The table was silent. And I could feel their frustration heating up the surrounding air, thickening it like blood.
None more so than the space around Durian’s second, Brennan.
“No, my lord,” Brennan said. “Of course you wouldn’t. As enticing as her beauty is, we know she belongs to you.”
There was something there, in the threads that connected me to Durian—Durian to Brennan—Brennan to me. I had entered this table’s constellation of desires, their web of power. And they had no idea. I was a wolf in innocent lamb’s clothing.
Even when I was wearing nothing at all.
Tonight, when Rosalind came to rescue me for our midnight chat, I would ask everything I could about how to control and wield my powers. She’d been right. Running from what I was had never worked. If I wanted to live, to make my last remaining days mean something, I’d have to lean all the way in.
12
RUNE
Past
The day my twin sisters were slaughtered by a group of born, they’d been playing in the woods on the outskirts of our neighborhood. They were eleven.
I was eighteen. It had been two years since I’d killed my father and my mother had shunned me.
You’re dead to me.
Those were the last words she’d spoken to me. Even at my sisters’ funeral, she’d pretended I wasn’t even there.
I thought of the day my sisters were murdered nine years later, as I was strung up from the ceiling in Sadie’s dungeon. Blood flowed freely from the gashes in my chest, pooling on the dark floor below.
The torture inflicted by my wicked mentor was nothing compared to the devastation I’d experienced when I saw my sisters’ brutalized bodies on the forest floor. They’d been cast aside, drained of blood, amid dead leaves and huge, aboveground tree roots.
Crescent Haven had always been the most beautiful in early autumn.
The born had stolen that simple pleasure from me. They’d stolen my whole world.
I’d dedicated my life to protecting my sisters since they were first born. Helia knew my mother wasn’t going to defend them. It was up to me. I was their hero—deflecting all of my drunk father’s anger, drawing it away from the girls and toward me. I’d taught them how to read, how to escape our grim existence and dream of a better tomorrow.

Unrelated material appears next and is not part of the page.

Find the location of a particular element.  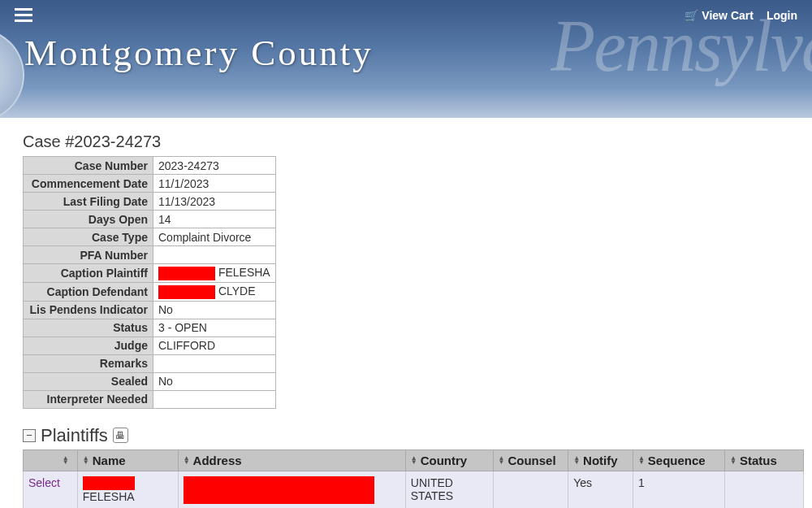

Jesalynn and Lizbeth had been late to our secret meeting, the one we had every week without our mother’s knowledge. I’d been making them a warm meal, preparing tea and setting out new clothes and books I could finally afford to buy them. I wanted them to have everything our parents could never provide. I sought to preserve as much of their childhood as I could. I didn’t want them to grow up as quickly as I had.

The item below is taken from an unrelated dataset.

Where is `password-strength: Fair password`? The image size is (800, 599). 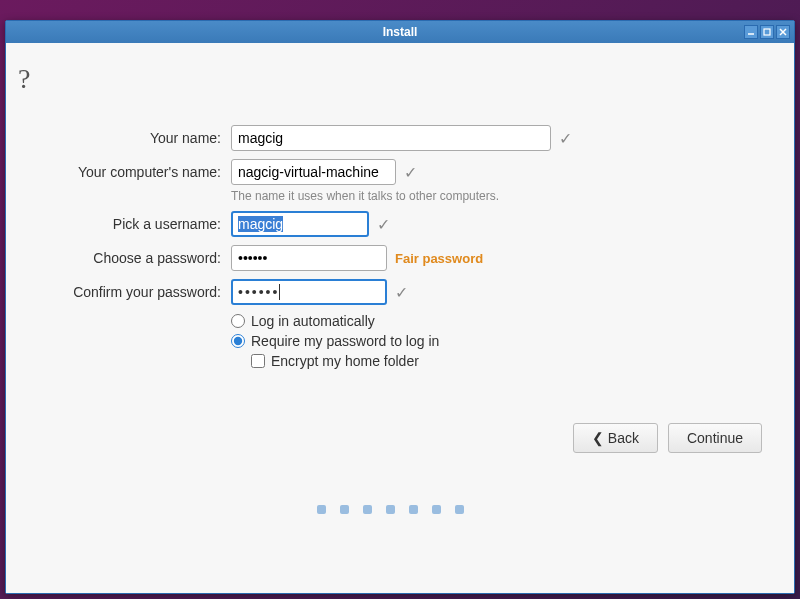
password-strength: Fair password is located at coordinates (439, 258).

The food and tea had been getting cold, and I’d grown worried. I’d gone in search of them.
I was the first to find their bodies.
Dead. Because the born could do anything they wanted, anywhere in Valentin, and mortals were powerless to stop them.
I had been powerless to stop them. Until I’d met Sadie, and I became the first human to be reborn a vampire by her cunning hands.

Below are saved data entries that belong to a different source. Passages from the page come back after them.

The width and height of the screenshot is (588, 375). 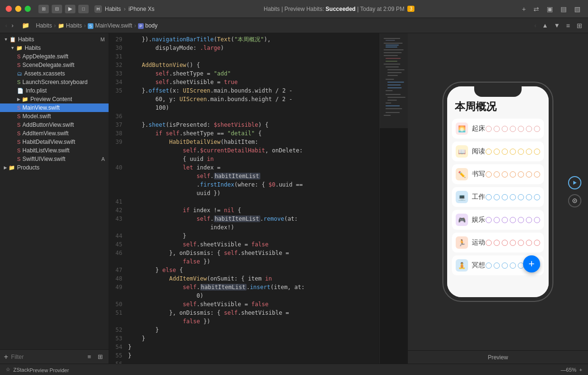 What do you see at coordinates (462, 174) in the screenshot?
I see `habit-icon-shuxie: ✏️` at bounding box center [462, 174].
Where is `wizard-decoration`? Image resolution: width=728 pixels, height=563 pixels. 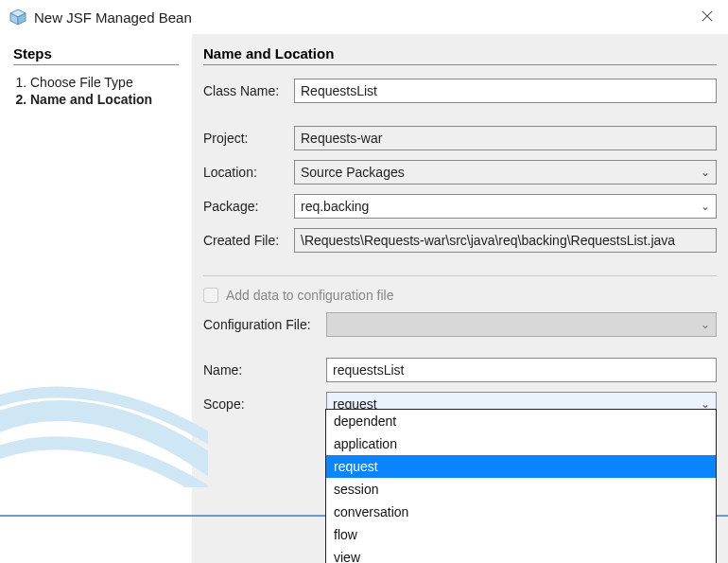 wizard-decoration is located at coordinates (104, 426).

She’d saved me. She’d transformed my aimless vengeance into focused precision. She’d seen my potential, hidden underneath useless, weak human flesh, and she’d made my exterior match the darkness that already resided in my soul.
You will be the strongest of them all, Rune, she’d promised me. And it will have nothing to do with me and my magick. The spell to turn a human into a vampire pulls from the power a person already possesses.
The more powerful the man, the more powerful the monster.
The room was dimly lit and bare, designed to deprive me of all comfort, all beauty. Only pain. Only denial.
I spit blood on the floor, and Sadie had a dagger at my throat. Her sharp nails gripped my face before I could blink.
“Naughty Rune,” she said with a sigh. “Has my schooling in manners truly fallen on deaf ears? Or was that your way of begging for more?” She released me, dragging the poisoned dagger down my chest before taking a step back.
I grinned at her, blood dribbling down my chin and staining my teeth. “My apologies, Mistress,” I drawled. “My mouth was full.”